I watch her too, willing her away with my thoughts. Internally screaming all the ways I’ll punish her if she enters.

“Doesn’t your kind follow any rules?” he demands. “Stay away from our land. Why is that so hard for you mortals to obey?”

All the things I want to scream burn on the tip of my tongue. Because it used to be our land. Because we’re starving. Because we’re pissed. Because people we knew and loved died here.

But for once in my life, I manage to hold back my smart tongue, instead pointing out, “She hasn’t entered.”

Yet, but she will. She’s Jane.

A cloud of panic falls over me. When she’s barely two feet from the wall, she points the flashlight into the Shimmer and squints her eyes, trying to see through the veil. If she spots me, she’ll surely pass through. “Do it,” I blurt, my words tumbling out faster than I can think. “Kill me before she crosses over. I’ll kneel for you . . . if that’s your thing. Whatever floats your murdery boat. Just don’t hurt her.”

His head tilts so that now it’s me he’s watching. Studying me. The intensity of his gaze like a razor-edged blade dragging across my skin, splitting me open for all to see. Something in his demeanor shifts, and I can’t help but feel I’ve surprised him somehow.

“You would die to protect her?” His voice is the soft tumble of snowflakes drifting in the wind.

“Yes.” There’s no hesitation in my voice because it’s true. “I would die to protect all of them.”

Quiet descends. I can hear Jane yelling louder, the idiot. Screaming at the top of her lungs like a banshee. She must have tracked me here.

Must somehow know I’m in trouble . . .

He lifts a hand and frost begins to grow over the Shimmer. I watch the frost crackle and pop across the wall, spider-webbing until the wall is no longer transparent.

When I’m convinced she won’t be able to come through, I turn to face my tormentor turned executioner.

His gaze slides to the neverapples strewn over the snowy ground. “The stolen fruit was for your family?”

Perhaps I’m wrong, but his voice has lost some of its iciness.

I nod and drag a hand over my eyes, unshed tears pricking my throat. I have an embarrassing habit of crying when angry. “Sort of. I mean, yes. Not by blood, but that doesn’t matter.
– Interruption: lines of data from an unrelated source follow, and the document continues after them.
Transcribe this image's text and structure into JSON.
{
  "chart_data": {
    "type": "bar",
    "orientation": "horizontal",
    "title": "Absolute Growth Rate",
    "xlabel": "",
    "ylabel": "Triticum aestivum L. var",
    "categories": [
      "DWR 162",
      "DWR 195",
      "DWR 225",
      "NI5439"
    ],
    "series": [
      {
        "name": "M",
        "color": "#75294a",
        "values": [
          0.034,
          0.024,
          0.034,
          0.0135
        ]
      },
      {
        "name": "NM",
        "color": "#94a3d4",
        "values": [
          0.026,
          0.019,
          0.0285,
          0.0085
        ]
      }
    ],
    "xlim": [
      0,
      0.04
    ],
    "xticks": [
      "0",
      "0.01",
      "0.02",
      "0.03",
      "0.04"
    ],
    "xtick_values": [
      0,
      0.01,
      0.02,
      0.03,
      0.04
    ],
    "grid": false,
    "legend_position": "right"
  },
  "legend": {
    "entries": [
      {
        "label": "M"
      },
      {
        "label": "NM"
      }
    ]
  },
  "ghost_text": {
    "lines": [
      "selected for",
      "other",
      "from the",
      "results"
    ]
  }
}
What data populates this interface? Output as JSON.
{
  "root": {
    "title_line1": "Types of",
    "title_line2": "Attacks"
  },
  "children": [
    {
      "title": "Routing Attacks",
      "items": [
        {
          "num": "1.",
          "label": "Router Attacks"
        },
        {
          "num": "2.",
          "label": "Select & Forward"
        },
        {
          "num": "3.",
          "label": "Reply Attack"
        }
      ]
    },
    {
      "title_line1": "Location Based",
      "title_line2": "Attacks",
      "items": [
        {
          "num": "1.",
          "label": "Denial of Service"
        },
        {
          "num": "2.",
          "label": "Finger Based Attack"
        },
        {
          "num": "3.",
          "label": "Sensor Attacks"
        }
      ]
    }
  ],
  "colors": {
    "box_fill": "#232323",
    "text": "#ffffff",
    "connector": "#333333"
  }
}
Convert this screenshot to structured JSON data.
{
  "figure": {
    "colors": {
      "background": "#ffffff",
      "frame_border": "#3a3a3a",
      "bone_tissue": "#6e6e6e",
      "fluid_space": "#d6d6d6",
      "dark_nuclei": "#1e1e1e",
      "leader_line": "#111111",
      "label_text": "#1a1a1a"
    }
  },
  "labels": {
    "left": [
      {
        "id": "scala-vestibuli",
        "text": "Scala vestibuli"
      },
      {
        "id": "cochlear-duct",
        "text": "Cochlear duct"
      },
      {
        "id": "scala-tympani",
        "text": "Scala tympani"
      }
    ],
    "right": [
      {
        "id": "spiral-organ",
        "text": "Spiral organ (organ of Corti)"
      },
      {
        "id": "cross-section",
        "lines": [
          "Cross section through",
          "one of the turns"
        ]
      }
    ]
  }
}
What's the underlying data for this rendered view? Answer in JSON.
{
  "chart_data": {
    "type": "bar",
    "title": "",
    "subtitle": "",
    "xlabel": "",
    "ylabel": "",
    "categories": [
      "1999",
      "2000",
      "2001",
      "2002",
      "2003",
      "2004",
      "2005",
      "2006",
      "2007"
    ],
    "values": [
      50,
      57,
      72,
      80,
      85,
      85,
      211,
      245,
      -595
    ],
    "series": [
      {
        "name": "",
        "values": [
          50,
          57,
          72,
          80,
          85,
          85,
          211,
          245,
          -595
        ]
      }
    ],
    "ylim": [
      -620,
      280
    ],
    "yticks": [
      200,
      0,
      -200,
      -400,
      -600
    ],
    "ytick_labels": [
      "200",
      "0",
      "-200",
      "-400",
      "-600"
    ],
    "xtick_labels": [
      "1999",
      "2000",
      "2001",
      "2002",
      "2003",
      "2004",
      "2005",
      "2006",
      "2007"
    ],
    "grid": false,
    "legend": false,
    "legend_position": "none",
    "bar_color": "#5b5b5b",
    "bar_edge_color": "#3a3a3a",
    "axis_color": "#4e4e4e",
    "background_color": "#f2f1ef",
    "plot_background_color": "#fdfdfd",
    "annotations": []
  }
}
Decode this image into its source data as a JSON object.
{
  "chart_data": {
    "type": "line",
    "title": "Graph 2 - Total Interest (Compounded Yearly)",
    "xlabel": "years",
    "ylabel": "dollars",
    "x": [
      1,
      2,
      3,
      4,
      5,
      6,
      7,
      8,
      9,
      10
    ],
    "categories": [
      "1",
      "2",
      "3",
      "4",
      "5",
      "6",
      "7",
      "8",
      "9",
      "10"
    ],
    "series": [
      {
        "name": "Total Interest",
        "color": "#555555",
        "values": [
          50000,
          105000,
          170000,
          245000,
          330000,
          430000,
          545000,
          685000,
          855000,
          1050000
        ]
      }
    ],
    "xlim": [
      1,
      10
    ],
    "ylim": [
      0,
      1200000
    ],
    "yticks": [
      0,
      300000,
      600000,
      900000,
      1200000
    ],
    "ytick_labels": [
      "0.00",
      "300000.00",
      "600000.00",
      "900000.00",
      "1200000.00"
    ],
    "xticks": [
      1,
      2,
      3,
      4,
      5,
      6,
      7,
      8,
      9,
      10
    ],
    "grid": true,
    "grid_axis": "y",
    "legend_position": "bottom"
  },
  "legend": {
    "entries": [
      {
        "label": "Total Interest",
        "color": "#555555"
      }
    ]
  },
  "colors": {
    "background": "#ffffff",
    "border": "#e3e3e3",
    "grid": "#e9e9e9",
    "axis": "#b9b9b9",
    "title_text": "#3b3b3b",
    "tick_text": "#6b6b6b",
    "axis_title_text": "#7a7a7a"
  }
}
There are—there are four kids, plus me.”

Not sure why I add that last detail. If one starving human fails to sway his dark heart, four will hardly make a difference.

Without a word, he buries his steel back into the silver scabbard at his waist. At the sound, my blood rushes back into my toes and I release a ragged breath.

“What is your name, mortal girl?” This time his dark tone leaves no room for denying his request.

I clear my throat. “Summer. Summer . . . Solstice.”

In East Texas, my name gets a lot of attention, along with musings about hippy parents and too many drugs. Not everyone names their kids for the day of the year they were born.

But apparently such names aren’t odd to my tormentor, because he hardly blinks. He does, however, stare at me for what seems like minutes, seemingly torn on how to proceed.

“And your name?” I ask carefully. For the Fae, names have power, and just asking implies an intimacy we don’t have. Actually, I’m not sure why I asked, except to keep this conversation going as long as possible.

Pretty sure I read somewhere that if I’m ever taken by a murderer, talking to them helps humanize me.